Wed

Jul 11
2007

Artur Bergman

Artur Bergman

iPhoneDevCamp

What was evident at this past weekend's iPhoneDevCamp, was the sheer energy displayed by the close to 400 attendees. Organised by Raven Zachary -- one of the authors of O'Reilly's iPhone hacks -- and Chris Messina, it was hosted in Adobe's plush San Francisco office. Sitting at rows of desks were developers and designers gathering together to overcome the limitations of the iPhone.

Christopher Allen summed up a lot of the gathered knowledge in his keynote. Around 60 applications were developed over 3 days, a large amount of them resembling the kind of applications developed in the WAP heyday. The one App that I really like that distinguised itself from the pack is Tilt, a motion-controlled game. Coded by Joe Hewitt, it uses a clever hack that manages to gather the motion data from the iPhone. Apple of course has this data but provides no API to it.

Telling was that Apple did not sponsor the event, there were Apple employees there, but no official presence. Apple's decision to release a phone that is completely locked down, and with a minimum of documentation, is what was fueling a lot of the effort this weekend. One wonders what would have happened if the participants--instead of unlocking the phone--could have spent their time unlocking its full potential.

The Apple developer documentation site has a promise of an ability for your web app to integrate with the iPhone. Or rather, it documents the brave invention of the "mailto:" URI scheme and the promise of a broken implementation of the 7 year old RFC 2806 spec of the "tel:" scheme . Most offensive is, however, Apple's claim to integrate with Google Maps, which means Safari intercepts requests to "http://maps.google.com/" and sends them to the Google Maps application. No other high-end phone manufacturer even comes close to this level of arrogance.

If you don’t wrap phone numbers in a link, Safari automatically converts any number that takes the form of a phone number to a telephone link. If your page contains a series of numbers that could be interpreted as a phone number, but isn’t, you need to break up the numbers using span elements (my emphasis), for example.

O'Reilly's Hackszine is continuously covering the iPhone in depth.

I noticed that the iPhone supports PDF. Since I don't have one, I do wonder if someone out there could check if it supports the Adobe PDF Javascript specification.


**WHAT IS EXPECTED:** Give only the number of lines in these records that contain the word "dimension".
=== Begin Enclosure ===
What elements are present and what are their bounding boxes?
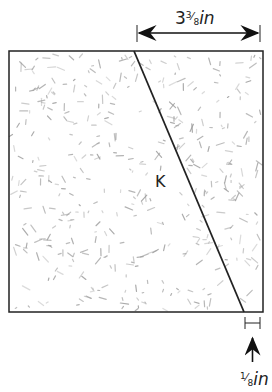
texture-speck xyxy=(21,191,27,192)
texture-speck xyxy=(188,299,191,304)
texture-speck xyxy=(26,243,27,248)
texture-speck xyxy=(38,302,43,306)
texture-speck xyxy=(202,119,204,125)
texture-speck xyxy=(25,69,33,70)
texture-speck xyxy=(66,243,69,244)
texture-speck xyxy=(73,253,74,256)
texture-speck xyxy=(177,64,179,70)
texture-speck xyxy=(48,88,52,94)
texture-speck xyxy=(87,179,91,180)
texture-speck xyxy=(104,257,107,258)
texture-speck xyxy=(188,290,193,292)
texture-speck xyxy=(9,135,12,137)
texture-speck xyxy=(174,124,180,128)
texture-speck xyxy=(48,245,51,246)
texture-speck xyxy=(197,239,199,243)
texture-speck xyxy=(244,131,248,138)
texture-speck xyxy=(209,299,210,307)
texture-speck xyxy=(257,234,260,240)
texture-speck xyxy=(127,264,134,265)
texture-speck xyxy=(96,81,101,84)
texture-speck xyxy=(83,253,89,255)
texture-speck xyxy=(256,222,257,224)
texture-speck xyxy=(240,299,245,303)
texture-speck xyxy=(137,190,140,196)
texture-speck xyxy=(97,136,100,137)
texture-speck xyxy=(122,298,123,301)
texture-speck xyxy=(67,121,73,122)
texture-speck xyxy=(92,142,99,147)
texture-speck xyxy=(65,112,69,114)
texture-speck xyxy=(243,249,244,253)
texture-speck xyxy=(176,117,178,119)
texture-speck xyxy=(197,136,203,139)
texture-speck xyxy=(90,69,95,73)
texture-speck xyxy=(54,276,56,280)
texture-speck xyxy=(142,202,143,204)
texture-speck xyxy=(148,208,155,211)
texture-speck xyxy=(163,140,165,141)
texture-speck xyxy=(161,61,166,63)
texture-speck xyxy=(88,116,89,121)
texture-speck xyxy=(150,199,151,201)
texture-speck xyxy=(108,112,113,114)
texture-speck xyxy=(196,243,199,244)
texture-speck xyxy=(252,244,257,251)
texture-speck xyxy=(48,67,56,68)
texture-speck xyxy=(146,67,150,69)
texture-speck xyxy=(70,225,71,228)
texture-speck xyxy=(74,123,77,124)
texture-speck xyxy=(231,238,232,240)
texture-speck xyxy=(141,162,143,163)
texture-speck xyxy=(34,171,37,172)
top-dimension-unit: in xyxy=(199,8,215,28)
texture-speck xyxy=(187,215,189,217)
texture-speck xyxy=(247,290,252,295)
texture-speck xyxy=(135,308,138,310)
texture-speck xyxy=(95,232,97,233)
texture-speck xyxy=(227,162,229,163)
texture-speck xyxy=(70,194,73,196)
texture-speck xyxy=(134,197,136,199)
texture-speck xyxy=(57,67,64,70)
texture-speck xyxy=(24,208,31,209)
texture-speck xyxy=(47,96,48,98)
texture-speck xyxy=(79,299,83,302)
texture-speck xyxy=(48,278,49,280)
texture-speck xyxy=(237,146,241,147)
texture-speck xyxy=(188,82,193,86)
texture-speck xyxy=(137,257,143,258)
texture-speck xyxy=(187,57,190,58)
texture-speck xyxy=(52,78,55,83)
texture-speck xyxy=(163,289,164,292)
texture-speck xyxy=(132,262,135,263)
texture-speck xyxy=(240,218,248,222)
texture-speck xyxy=(254,55,255,57)
texture-speck xyxy=(73,259,74,261)
texture-speck xyxy=(106,77,110,81)
texture-speck xyxy=(55,268,57,271)
texture-speck xyxy=(16,245,21,247)
texture-speck xyxy=(134,215,136,216)
texture-speck xyxy=(217,212,225,213)
texture-speck xyxy=(14,146,15,152)
texture-speck xyxy=(68,220,72,221)
texture-speck xyxy=(177,288,179,289)
texture-speck xyxy=(211,197,214,199)
texture-speck xyxy=(157,223,162,225)
texture-speck xyxy=(256,265,258,269)
bottom-dimension-label: 1⁄8in xyxy=(240,369,269,389)
texture-speck xyxy=(43,256,48,262)
top-dimension-whole: 3 xyxy=(175,8,186,28)
texture-speck xyxy=(208,147,209,152)
texture-speck xyxy=(74,157,77,161)
texture-speck xyxy=(43,58,50,59)
texture-speck xyxy=(24,250,28,253)
texture-speck xyxy=(120,242,124,243)
texture-speck xyxy=(74,85,75,92)
texture-speck xyxy=(192,124,193,132)
texture-speck xyxy=(93,288,94,290)
texture-speck xyxy=(14,247,17,255)
texture-speck xyxy=(132,171,133,172)
texture-speck xyxy=(207,249,211,255)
=== End Enclosure ===
**ANSWER SPACE:** 3